Andrés has taken political stands before — though not the sort likely to make waves with conventional D.C. establishment opinion or get in the way of awards celebrating “civility.” In 2015, before the Trump Hotel had even opened on Pennsylvania Avenue, the chef responded to Donald Trump’s anti-immigrant campaign comments by abruptly pulling out of a deal to bring one of his restaurants to the nascent hotel. It began a yearslong legal and media battle between the immigrant chef and the 45th president, with Andrés repeatedly needling Trump over immigration, yet often doing so from the point of view of a boss who wanted to hire top talent. It irked Trump fans, but in the Washington Village environment, where even most conservatives retain the old Republican affection for immigration, it was unlikely to brand him as any kind of radical in the eyes of diners.
And since World Central Kitchen began providing food in Gaza, he’s also spoken out. On "Meet the Press" last month he called for a cease-fire — although he also said that “at the very least” Israel should avoid hunger, and elided into a sort of culinary kumbaya statement: “The time I’ve spent in Israel, the time I’ve been spending in Gaza, seems everybody loves falafel and everybody loves hummus with equal intensity.”
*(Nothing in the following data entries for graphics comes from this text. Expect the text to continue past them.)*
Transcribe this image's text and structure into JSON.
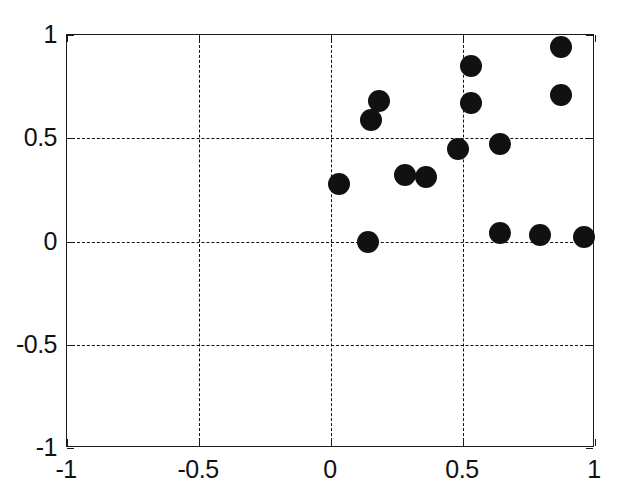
{
  "chart_data": {
    "type": "scatter",
    "title": "",
    "xlabel": "",
    "ylabel": "",
    "xlim": [
      -1,
      1
    ],
    "ylim": [
      -1,
      1
    ],
    "grid": true,
    "grid_style": "dashed",
    "legend": null,
    "marker": {
      "shape": "circle",
      "color": "#111111",
      "size_px": 22,
      "filled": true
    },
    "xticks": [
      -1,
      -0.5,
      0,
      0.5,
      1
    ],
    "xticklabels": [
      "-1",
      "-0.5",
      "0",
      "0.5",
      "1"
    ],
    "yticks": [
      -1,
      -0.5,
      0,
      0.5,
      1
    ],
    "yticklabels": [
      "-1",
      "-0.5",
      "0",
      "0.5",
      "1"
    ],
    "points": [
      {
        "x": 0.03,
        "y": 0.28
      },
      {
        "x": 0.14,
        "y": 0.0
      },
      {
        "x": 0.15,
        "y": 0.59
      },
      {
        "x": 0.18,
        "y": 0.68
      },
      {
        "x": 0.28,
        "y": 0.32
      },
      {
        "x": 0.36,
        "y": 0.31
      },
      {
        "x": 0.48,
        "y": 0.45
      },
      {
        "x": 0.53,
        "y": 0.85
      },
      {
        "x": 0.53,
        "y": 0.67
      },
      {
        "x": 0.64,
        "y": 0.47
      },
      {
        "x": 0.64,
        "y": 0.04
      },
      {
        "x": 0.79,
        "y": 0.03
      },
      {
        "x": 0.87,
        "y": 0.94
      },
      {
        "x": 0.87,
        "y": 0.71
      },
      {
        "x": 0.96,
        "y": 0.02
      }
    ]
  },
  "axes": {
    "frame_color": "#1a1a1a",
    "background": "#ffffff"
  }
}
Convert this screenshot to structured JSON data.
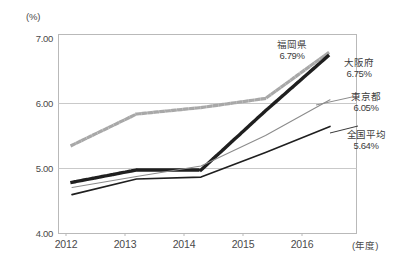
{
  "chart_data": {
    "type": "line",
    "title": "",
    "xlabel": "年度",
    "ylabel": "(%)",
    "y_unit": "(%)",
    "x_unit": "(年度)",
    "categories": [
      "2012",
      "2013",
      "2014",
      "2015",
      "2016"
    ],
    "ylim": [
      4.0,
      7.0
    ],
    "ytick_labels": [
      "4.00",
      "5.00",
      "6.00",
      "7.00"
    ],
    "yticks": [
      4.0,
      5.0,
      6.0,
      7.0
    ],
    "grid": true,
    "legend_position": "inline-right-of-line-end",
    "series": [
      {
        "name": "福岡県",
        "end_value_label": "6.79%",
        "end_value": 6.79,
        "style": "dotted",
        "color": "#a8a8a8",
        "values": [
          5.35,
          5.83,
          5.93,
          6.07,
          6.79
        ]
      },
      {
        "name": "大阪府",
        "end_value_label": "6.75%",
        "end_value": 6.75,
        "style": "dotted",
        "color": "#1f1f1f",
        "values": [
          4.78,
          4.97,
          4.97,
          5.88,
          6.75
        ]
      },
      {
        "name": "東京都",
        "end_value_label": "6.05%",
        "end_value": 6.05,
        "style": "solid-thin",
        "color": "#8c8c8c",
        "values": [
          4.7,
          4.87,
          5.03,
          5.5,
          6.05
        ]
      },
      {
        "name": "全国平均",
        "end_value_label": "5.64%",
        "end_value": 5.64,
        "style": "solid",
        "color": "#1f1f1f",
        "values": [
          4.59,
          4.83,
          4.86,
          5.24,
          5.64
        ]
      }
    ]
  },
  "axes": {
    "y_unit_label": "(%)",
    "x_unit_label": "(年度)",
    "yticks": [
      {
        "label": "7.00"
      },
      {
        "label": "6.00"
      },
      {
        "label": "5.00"
      },
      {
        "label": "4.00"
      }
    ],
    "xticks": [
      {
        "label": "2012"
      },
      {
        "label": "2013"
      },
      {
        "label": "2014"
      },
      {
        "label": "2015"
      },
      {
        "label": "2016"
      }
    ]
  },
  "labels": {
    "fukuoka": {
      "name": "福岡県",
      "value": "6.79%"
    },
    "osaka": {
      "name": "大阪府",
      "value": "6.75%"
    },
    "tokyo": {
      "name": "東京都",
      "value": "6.05%"
    },
    "national": {
      "name": "全国平均",
      "value": "5.64%"
    }
  },
  "colors": {
    "fukuoka": "#a8a8a8",
    "osaka": "#1f1f1f",
    "tokyo": "#8c8c8c",
    "national": "#1f1f1f",
    "grid": "#c9c9c9",
    "axis": "#b5b5b5",
    "text": "#3d3d3d",
    "background": "#ffffff"
  }
}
For the most part, though, Andrés’ political comments have stuck to bipartisanship and general enthusiasm for the home town, its restaurant industry, and his fellow business owners. It’s the kind of positioning that’s necessary in a small-margin industry where it’s a bad idea to alienate any chunk of would-be diners.
But it also seems to reflect Andrés’ actual beliefs. Back in 2018, when a certain stratum of the political world was endeavoring to make him a resistance icon thanks to his stands against immigrant-bashing, Andrés told a reporter that he might want to run for Senate someday — but hastened to note that he would run as an independent. Various comments about “bring[ing] everyone to the table” and “this goes beyond right or left” ensued.
Like a good restaurateur, the man knows his audience.
Andrés didn’t respond to an email, and World Central Kitchen declined to make any executives available for comment. Instead, a spokesperson pointed me to a statement from the organization’s CEO, Erin Gore: “This is not only an attack against WCK, this is an attack on humanitarian organizations showing up in the most dire of situations where food is being used as a weapon of war,” she said. “This is unforgivable.”
It’s a tougher sort of rhetoric — and understandably so. But let’s see what happens to Andrés’ beloved-in-D.C. status as the recriminations persist.